What had I gotten myself into? Weeks before school started, the unorthodox teacher knew he needed help both from above and in the trenches. A growing sense of anxiety gnawed at his lack of teaching skills, knowledge, and experience. He had a Master’s Degree, but in Oceanography, not Education. His exposure to teaching was what he received as a student, and that didn’t always conjure up good memories. No, he needed a mentor, a confidant, a friend. Someone who would warn him of the common pitfalls new teachers make. A person who would happily share best ideas and practices, and be a phone call away to look over lesson plans or anything else used in the classroom. A master tactician who knew how to keep a potentially rambunctious group engaged, while maintaining good relations with parents. With but one week till classes at St. Mary’s Academy started, the unorthodox teacher had not found that much-needed mentor, and his sense of dread was approaching a calamitous level. And then he met Al.
Al was an older guy I met on the Saratoga Springs YMCA racquetball court. New to the area, and in my first week of school, I was hanging out at the courts hoping to find a game. In no time, I was invited to play doubles, and Al was my partner. I don’t remember whether we won or lost the game, but I knew I’d won a friend and mentor that afternoon when Al asked what I did for a living. Al was a veteran Advanced French teacher with 30+ years experience, and I felt a virtual arm drape across my shoulders when I told him I was a new teacher in my first week of teaching. Though 30+ years had elapsed since Al first started teaching, he understood my situation. Al and I would continue playing racquetball together, but we spent more time talking teaching. He was my lifeline. My mentor. My friend and confidant. He told me how to get students engaged in the lesson. The importance of having fun in class. Why relationships matter. How poor kids sometimes are disadvantaged. That not all students learn the same way. To forgive yourself for mistakes. To be honest and admit when you don’t know the answers. To play games embedded with content. To not take things students say or do personal. To enjoy the greatest career in the world.

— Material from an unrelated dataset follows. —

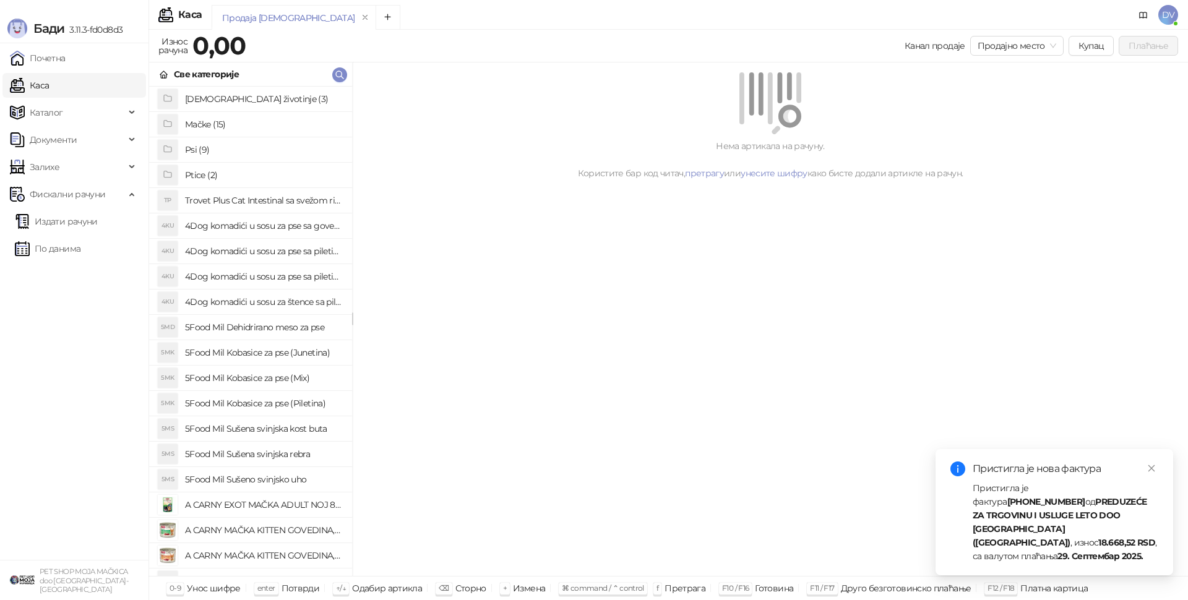 The image size is (1188, 600). What do you see at coordinates (190, 15) in the screenshot?
I see `div: Каса` at bounding box center [190, 15].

Reflecting back 30 years, I remember my first mentor as if it were yesterday. The relationship and trust that developed between Al and me were indelible, and though I would find other mentors over the years, none were as that first new teacher-mentor experience. I would become a mentor myself, and do my best to cultivate what Al and I had. The New York State Education Department (NYSED) would eventually offer grant monies for districts to create mentor programs, responding to the tragically high attrition rate in teaching. I would participate as a professional developer in many of the NYSED funded mentoring programs, and would come to find the most successful programs were those that focused on relationships, trust, and coaching. Programs that focused on finding the right mentor. A mentor skilled in his or her craft, and who cared deeply about students, colleagues, and learning. One who would become the trustworthy confidant a new teacher could lean on. Al was such a person.